Getting to Wake Island is, frankly, the hardest part. This remote atoll sits roughly 2,400 kilometres west of Hawaii, falls under US Air Force jurisdiction, and civilian access is essentially non-existent without specific authorisation — usually tied to scientific expeditions, permitted research groups, or occasional organised dive charters that have navigated the considerable paperwork. If you do land permission, you'll find yourself somewhere very few recreational divers have been.
The reef itself rewards the effort. Because Wake sees almost no recreational pressure, coral cover is genuinely impressive — dense table corals and branching formations that remind you what Pacific reefs looked like before mass tourism arrived.
Visibility regularly pushes 30 to 40 metres, currents can run strong particularly on the outer wall sections dropping to around 30 metres, and grey reef sharks are a reliable presence throughout the water column. Expect also to encounter large schools of jacks, Napoleon wrasse, and the occasional hammerhead if conditions cooperate.
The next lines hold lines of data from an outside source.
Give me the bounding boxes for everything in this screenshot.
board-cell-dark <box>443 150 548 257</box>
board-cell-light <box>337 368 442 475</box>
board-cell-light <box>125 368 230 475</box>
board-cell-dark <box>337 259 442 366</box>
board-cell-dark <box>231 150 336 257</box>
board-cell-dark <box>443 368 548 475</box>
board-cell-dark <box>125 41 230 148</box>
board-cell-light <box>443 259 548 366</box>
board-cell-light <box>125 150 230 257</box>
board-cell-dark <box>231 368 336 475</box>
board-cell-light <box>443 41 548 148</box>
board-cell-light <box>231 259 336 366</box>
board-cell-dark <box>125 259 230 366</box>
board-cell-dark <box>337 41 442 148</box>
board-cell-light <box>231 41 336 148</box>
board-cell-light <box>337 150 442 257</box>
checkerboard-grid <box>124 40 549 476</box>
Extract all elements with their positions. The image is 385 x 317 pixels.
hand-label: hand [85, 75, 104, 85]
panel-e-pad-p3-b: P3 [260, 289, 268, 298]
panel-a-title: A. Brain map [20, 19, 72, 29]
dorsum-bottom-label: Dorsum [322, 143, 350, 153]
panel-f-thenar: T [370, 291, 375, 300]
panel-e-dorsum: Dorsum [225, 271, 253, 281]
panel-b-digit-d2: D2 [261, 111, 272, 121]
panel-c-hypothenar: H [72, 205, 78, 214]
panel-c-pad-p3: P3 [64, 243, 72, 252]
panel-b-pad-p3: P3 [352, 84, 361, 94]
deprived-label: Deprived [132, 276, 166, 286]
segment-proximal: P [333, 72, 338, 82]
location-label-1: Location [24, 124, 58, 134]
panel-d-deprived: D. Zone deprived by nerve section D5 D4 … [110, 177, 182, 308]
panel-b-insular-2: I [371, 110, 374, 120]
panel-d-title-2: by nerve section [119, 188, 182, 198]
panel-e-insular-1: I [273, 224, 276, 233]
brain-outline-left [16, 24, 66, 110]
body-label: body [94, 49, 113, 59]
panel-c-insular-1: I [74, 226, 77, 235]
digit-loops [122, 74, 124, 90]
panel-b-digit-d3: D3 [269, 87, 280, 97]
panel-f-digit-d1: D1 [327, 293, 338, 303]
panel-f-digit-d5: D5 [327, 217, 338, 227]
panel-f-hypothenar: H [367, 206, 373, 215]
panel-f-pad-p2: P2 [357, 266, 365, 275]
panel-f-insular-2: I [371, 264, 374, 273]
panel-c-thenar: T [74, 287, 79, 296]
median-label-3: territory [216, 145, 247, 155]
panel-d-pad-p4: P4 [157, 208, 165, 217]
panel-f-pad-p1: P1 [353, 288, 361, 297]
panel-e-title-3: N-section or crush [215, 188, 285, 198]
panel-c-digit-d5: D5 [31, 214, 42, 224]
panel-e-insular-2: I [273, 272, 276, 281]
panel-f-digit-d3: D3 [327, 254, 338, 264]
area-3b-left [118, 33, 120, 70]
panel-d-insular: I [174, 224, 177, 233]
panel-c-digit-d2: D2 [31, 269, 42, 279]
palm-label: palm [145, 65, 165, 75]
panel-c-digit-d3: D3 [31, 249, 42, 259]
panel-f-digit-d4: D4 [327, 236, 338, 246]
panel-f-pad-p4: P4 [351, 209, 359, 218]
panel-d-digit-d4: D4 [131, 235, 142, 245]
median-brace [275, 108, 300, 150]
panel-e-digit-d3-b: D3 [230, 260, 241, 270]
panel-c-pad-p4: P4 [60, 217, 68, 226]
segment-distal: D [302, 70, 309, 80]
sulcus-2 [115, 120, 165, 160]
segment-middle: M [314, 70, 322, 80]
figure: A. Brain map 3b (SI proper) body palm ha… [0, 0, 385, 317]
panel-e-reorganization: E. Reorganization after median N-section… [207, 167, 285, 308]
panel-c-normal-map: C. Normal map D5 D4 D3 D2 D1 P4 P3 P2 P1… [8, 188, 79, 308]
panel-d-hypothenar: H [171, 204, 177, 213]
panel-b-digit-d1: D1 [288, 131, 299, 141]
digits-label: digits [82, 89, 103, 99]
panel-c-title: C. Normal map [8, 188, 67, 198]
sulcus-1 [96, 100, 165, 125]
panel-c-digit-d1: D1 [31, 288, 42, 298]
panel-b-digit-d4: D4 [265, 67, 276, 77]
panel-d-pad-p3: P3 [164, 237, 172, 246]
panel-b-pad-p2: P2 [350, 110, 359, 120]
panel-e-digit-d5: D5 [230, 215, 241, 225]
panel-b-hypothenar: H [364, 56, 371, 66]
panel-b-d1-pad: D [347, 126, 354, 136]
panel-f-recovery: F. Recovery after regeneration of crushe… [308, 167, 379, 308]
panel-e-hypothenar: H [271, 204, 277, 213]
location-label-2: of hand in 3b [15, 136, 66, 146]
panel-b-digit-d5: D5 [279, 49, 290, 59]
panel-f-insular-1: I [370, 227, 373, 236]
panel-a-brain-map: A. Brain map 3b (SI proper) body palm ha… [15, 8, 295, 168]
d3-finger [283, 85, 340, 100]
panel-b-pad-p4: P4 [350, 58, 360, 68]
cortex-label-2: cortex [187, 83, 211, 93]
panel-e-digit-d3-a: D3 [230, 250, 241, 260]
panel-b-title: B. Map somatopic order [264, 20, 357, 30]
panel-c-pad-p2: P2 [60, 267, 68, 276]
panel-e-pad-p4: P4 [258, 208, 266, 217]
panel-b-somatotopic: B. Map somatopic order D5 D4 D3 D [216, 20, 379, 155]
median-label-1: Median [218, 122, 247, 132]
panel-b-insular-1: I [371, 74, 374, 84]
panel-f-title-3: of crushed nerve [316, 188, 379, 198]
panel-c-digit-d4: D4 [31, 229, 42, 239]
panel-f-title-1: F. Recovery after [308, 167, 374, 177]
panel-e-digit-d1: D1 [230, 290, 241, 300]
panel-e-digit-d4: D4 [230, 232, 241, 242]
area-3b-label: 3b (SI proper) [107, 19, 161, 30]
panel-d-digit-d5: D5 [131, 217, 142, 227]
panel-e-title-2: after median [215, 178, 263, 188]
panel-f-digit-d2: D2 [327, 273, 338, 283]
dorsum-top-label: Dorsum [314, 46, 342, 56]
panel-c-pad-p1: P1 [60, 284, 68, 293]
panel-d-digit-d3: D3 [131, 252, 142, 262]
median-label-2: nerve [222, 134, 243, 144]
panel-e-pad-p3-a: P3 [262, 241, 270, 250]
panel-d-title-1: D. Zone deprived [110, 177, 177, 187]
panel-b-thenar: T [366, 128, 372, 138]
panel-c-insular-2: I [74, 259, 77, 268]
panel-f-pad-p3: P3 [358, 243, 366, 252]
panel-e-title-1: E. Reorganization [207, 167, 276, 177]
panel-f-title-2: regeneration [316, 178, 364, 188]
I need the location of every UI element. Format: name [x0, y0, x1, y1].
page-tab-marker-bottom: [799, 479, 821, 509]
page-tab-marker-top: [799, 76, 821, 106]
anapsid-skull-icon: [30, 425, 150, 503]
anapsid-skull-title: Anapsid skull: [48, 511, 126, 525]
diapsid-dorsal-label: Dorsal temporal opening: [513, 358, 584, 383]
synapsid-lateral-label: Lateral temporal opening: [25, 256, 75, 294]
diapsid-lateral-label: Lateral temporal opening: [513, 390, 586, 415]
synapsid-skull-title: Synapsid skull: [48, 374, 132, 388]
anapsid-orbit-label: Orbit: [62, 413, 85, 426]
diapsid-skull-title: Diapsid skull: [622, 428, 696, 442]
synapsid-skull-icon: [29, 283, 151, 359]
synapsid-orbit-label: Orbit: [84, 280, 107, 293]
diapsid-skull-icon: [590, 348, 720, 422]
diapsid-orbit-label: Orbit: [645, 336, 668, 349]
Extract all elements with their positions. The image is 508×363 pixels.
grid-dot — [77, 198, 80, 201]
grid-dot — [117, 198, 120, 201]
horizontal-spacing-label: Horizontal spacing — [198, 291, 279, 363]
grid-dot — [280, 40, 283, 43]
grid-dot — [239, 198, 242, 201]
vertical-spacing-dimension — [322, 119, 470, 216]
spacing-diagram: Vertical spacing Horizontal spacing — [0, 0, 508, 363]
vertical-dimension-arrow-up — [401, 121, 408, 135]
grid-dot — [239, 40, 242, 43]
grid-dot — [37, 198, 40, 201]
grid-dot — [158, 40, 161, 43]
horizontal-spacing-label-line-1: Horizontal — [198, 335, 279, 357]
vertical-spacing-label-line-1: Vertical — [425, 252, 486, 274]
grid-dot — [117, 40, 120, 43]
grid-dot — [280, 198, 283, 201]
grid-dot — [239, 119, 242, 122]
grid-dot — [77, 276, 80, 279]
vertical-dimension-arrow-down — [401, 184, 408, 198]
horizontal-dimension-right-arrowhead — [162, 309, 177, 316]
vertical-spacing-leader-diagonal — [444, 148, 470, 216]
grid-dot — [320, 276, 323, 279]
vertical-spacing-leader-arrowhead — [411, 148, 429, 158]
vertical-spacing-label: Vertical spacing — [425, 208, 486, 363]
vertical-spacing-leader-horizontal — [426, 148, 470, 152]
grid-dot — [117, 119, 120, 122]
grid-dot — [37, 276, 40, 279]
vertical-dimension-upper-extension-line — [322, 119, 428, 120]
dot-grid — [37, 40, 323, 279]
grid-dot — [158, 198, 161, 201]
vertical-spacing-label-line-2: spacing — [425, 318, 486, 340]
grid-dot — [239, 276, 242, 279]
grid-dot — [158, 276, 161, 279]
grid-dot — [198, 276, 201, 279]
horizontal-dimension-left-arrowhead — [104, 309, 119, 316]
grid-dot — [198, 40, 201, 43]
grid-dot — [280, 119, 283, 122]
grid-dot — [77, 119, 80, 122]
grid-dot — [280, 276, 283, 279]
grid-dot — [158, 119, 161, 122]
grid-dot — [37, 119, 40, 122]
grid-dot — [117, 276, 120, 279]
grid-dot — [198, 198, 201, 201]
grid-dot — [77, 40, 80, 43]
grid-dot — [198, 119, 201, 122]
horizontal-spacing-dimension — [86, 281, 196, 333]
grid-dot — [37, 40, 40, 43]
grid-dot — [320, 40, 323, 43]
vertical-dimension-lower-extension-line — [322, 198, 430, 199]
Entry points vary between the sheltered lagoon, which suits shallower dives in the 6 to 18 metre range, and the steeper outer reef edges where experienced divers can follow the wall down further. The lagoon also holds visible WWII wreckage — aircraft debris and structural remains from the 1941 battle — giving dives a genuinely atmospheric edge beyond the marine life.
Liveaboard is the only practical option; there are no commercial dive operators stationed on the island, and day boats from any neighbouring port are simply not feasible given the distances involved. Any vessel operating here needs advance military clearance, which can take months to arrange.
Best suited to advanced or divemaster-level divers with prior experience in strong current environments; this is not a destination for newly certified divers.